Nick Elam is back with an opinion on overtime in American football. 

As football’s overtime format has been debated and changed over the years, it seems each effort to address a particular concern has introduced a new concern of its own.

The NCAA introduced overtime in 1996, in part, to eliminate ties from the game. But by doing so, many college football games turn into absolute marathons, with regulation games often exceeding 3 ½ hours and ending with final scores and individual statistics that are completely warped and misleading. More significant, though, is that starting field position – the opponent’s 25-yard line – is so drastically different from what we normally see (somewhere much closer to one’s own 25-yard line). When a sport departs from its own norm in a key area, the product is, to some extent, unsatisfying. College football overtime is no exception, as teams so often score without even advancing the ball. (Of course, this concern could be addressed by offering less offensively-friendly starting field position, but this would make unpalatable long games last even longer!)

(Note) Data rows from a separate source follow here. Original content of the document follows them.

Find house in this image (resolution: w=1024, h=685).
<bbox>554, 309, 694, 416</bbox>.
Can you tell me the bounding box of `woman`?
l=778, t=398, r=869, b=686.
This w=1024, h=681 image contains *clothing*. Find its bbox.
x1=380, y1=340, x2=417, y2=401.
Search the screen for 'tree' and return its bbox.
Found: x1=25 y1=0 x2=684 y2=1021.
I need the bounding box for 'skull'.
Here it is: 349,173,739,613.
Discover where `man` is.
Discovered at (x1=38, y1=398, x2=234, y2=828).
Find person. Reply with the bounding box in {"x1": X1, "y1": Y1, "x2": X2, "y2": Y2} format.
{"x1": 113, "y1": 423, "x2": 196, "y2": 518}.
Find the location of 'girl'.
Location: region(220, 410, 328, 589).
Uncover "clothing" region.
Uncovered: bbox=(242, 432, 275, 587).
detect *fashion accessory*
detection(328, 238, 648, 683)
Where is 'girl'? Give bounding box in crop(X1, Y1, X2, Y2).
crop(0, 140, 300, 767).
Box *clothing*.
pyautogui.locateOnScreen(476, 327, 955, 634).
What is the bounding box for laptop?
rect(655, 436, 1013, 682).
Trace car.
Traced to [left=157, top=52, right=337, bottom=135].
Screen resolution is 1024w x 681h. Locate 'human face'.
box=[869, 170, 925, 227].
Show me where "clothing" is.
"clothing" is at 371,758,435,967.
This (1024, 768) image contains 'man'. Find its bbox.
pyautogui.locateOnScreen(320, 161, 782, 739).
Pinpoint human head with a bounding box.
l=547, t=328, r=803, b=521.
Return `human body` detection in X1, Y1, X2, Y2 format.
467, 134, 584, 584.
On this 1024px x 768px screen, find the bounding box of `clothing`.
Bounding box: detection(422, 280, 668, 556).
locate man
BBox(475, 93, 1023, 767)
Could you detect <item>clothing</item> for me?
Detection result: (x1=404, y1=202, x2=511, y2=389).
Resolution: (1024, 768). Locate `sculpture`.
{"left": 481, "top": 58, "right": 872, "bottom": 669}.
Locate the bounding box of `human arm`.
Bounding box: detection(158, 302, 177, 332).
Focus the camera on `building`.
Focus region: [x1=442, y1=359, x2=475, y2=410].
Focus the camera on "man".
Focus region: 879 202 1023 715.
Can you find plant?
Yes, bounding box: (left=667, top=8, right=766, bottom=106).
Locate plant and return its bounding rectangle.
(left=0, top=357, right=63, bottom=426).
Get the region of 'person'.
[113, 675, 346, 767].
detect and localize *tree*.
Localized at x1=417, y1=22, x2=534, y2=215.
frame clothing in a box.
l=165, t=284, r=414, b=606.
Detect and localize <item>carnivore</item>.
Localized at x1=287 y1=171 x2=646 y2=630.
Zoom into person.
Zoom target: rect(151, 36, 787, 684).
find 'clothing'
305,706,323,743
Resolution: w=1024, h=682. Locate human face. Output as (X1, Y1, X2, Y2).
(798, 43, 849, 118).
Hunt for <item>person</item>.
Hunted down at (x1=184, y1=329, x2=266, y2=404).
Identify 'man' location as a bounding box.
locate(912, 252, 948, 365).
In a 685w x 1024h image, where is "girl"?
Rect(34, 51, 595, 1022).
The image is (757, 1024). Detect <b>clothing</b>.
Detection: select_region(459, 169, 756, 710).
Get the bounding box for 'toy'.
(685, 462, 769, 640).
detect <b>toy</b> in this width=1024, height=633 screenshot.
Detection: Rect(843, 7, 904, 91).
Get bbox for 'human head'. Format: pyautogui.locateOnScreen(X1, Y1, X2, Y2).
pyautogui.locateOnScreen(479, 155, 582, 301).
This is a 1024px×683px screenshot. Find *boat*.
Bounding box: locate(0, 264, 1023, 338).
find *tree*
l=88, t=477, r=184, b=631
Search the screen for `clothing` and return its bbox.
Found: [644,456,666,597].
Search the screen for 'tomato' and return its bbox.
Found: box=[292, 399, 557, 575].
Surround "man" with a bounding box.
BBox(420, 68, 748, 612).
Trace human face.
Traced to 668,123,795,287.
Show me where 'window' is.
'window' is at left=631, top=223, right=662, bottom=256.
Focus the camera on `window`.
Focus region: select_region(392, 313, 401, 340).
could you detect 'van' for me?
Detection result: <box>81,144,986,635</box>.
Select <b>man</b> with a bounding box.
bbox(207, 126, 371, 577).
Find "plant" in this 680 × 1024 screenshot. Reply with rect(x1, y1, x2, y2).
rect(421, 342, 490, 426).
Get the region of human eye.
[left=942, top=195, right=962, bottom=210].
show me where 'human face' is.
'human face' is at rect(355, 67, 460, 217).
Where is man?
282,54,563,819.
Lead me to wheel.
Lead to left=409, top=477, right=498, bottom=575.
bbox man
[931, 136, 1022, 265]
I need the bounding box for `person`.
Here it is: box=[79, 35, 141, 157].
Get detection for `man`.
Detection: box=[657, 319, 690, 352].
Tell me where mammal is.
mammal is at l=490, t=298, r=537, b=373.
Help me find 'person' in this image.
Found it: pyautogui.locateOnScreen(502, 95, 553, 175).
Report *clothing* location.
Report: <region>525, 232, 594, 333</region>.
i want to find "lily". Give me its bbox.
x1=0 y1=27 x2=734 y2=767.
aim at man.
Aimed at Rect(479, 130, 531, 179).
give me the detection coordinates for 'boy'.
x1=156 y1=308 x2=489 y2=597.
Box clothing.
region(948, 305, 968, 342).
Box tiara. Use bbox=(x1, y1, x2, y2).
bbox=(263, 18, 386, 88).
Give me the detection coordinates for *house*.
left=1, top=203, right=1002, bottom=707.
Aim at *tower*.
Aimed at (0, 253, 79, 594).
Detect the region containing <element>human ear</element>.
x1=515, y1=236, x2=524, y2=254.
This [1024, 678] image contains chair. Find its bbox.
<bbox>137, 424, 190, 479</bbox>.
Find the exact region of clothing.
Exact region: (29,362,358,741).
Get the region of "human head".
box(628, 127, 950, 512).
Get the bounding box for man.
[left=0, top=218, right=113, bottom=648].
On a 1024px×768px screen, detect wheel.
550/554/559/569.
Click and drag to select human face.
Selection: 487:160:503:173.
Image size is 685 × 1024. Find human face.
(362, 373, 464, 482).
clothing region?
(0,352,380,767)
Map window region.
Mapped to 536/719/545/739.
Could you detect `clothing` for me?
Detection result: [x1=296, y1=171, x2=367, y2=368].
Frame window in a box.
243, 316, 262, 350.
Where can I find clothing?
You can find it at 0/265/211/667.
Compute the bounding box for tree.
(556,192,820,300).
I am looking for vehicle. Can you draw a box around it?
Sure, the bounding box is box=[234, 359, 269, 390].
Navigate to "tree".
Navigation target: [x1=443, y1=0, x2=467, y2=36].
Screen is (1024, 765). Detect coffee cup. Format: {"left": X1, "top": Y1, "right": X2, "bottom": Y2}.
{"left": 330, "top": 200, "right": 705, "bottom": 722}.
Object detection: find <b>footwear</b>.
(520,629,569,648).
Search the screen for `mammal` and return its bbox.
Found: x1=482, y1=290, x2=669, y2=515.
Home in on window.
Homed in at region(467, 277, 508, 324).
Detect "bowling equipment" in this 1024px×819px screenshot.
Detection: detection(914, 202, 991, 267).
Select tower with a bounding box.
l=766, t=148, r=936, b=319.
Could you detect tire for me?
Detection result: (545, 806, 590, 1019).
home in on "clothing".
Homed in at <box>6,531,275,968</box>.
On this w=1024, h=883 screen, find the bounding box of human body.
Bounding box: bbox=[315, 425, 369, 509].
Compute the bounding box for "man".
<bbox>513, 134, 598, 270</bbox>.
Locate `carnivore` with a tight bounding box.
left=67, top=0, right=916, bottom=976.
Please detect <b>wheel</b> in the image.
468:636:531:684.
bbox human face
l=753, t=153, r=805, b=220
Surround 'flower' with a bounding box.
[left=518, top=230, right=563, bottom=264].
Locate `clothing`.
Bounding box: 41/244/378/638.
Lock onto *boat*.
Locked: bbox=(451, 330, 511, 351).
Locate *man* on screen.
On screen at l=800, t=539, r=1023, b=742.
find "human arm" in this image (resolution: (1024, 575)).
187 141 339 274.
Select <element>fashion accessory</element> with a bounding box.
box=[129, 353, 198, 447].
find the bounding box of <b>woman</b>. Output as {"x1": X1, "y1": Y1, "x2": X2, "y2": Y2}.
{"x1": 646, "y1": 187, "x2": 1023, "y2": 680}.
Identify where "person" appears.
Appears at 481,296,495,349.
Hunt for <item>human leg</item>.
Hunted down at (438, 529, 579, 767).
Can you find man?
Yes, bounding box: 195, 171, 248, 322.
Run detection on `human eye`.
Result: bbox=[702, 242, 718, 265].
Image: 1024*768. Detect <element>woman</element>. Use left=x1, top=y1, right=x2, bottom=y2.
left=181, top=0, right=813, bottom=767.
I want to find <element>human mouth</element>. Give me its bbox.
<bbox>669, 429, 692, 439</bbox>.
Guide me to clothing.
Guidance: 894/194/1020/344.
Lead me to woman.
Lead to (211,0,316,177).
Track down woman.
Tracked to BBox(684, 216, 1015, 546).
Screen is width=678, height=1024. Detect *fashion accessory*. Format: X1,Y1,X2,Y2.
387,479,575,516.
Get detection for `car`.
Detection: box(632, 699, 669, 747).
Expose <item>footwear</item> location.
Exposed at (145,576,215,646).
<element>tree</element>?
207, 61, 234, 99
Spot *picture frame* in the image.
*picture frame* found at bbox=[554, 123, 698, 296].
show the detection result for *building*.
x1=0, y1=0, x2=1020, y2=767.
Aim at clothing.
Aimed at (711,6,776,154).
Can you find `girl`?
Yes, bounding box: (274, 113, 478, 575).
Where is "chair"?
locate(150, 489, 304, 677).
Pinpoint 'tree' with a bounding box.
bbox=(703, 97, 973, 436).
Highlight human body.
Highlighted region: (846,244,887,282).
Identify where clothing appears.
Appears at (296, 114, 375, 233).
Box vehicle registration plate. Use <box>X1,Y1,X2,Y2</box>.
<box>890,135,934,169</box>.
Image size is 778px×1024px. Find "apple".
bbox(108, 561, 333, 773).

As for the NFL, for many years insiders and fans criticized the perceived disproportionate importance of the coin toss under the true sudden death format. The NFL has addressed this in recent years with the modified sudden death format, which allows games to continue after a first-possession field goal. While addressing the criticism of the previous system, the league has increased the likelihood of longer games (which would seem to undermine its effort to protect players from injury) and ties (which NO ONE likes). Since this contrived format’s full adoption two years ago, two games have ended in a tie, another game (the Ravens/Broncos January 2013 playoff game) proceeded to double overtime, and a higher percentage of overtime games have lasted until the final minutes/seconds of the period.

I propose the following solution to these flawed overtime efforts: if the fourth quarter ends in a tie, just keep playing! If the clock reaches zero with Team A facing, say, 2nd-and-7 at their own 31-yard line (or any down or any distance or any field position, for that matter), then simply regard overtime as a true sudden-death extension of the fourth quarter, beginning with Team A facing 2nd-and-7 at their own 31-yard line, and continuing until one team scores (and wins) in any fashion.

This strikingly simple approach would be superior to current overtime formats in the following ways:

In addition to all of these positive effects, my favorite implication of the proposed format is that it grants initial possession to a team that has done something to earn it. After all, the team with possession at the end of a regulation tie game must have done one of the following:

In my view, each event gives a team a more convincing claim to possession than winning a coin toss.

Fans of all sports often romanticize about the excitement of overtime. However, these extra sessions actually allow fans to kick back and settle in for a period that is likely to last for ten or more real-time minutes. College football is a prime example, and with the recent change in overtime format, the NFL has made itself more susceptible to the same unappealing phenomenon. But by simply continuing to play through the end of regulation in tie games, football can stake its claim to the most exciting overtime of any sport, all while improving the fairness of its overtime in the process.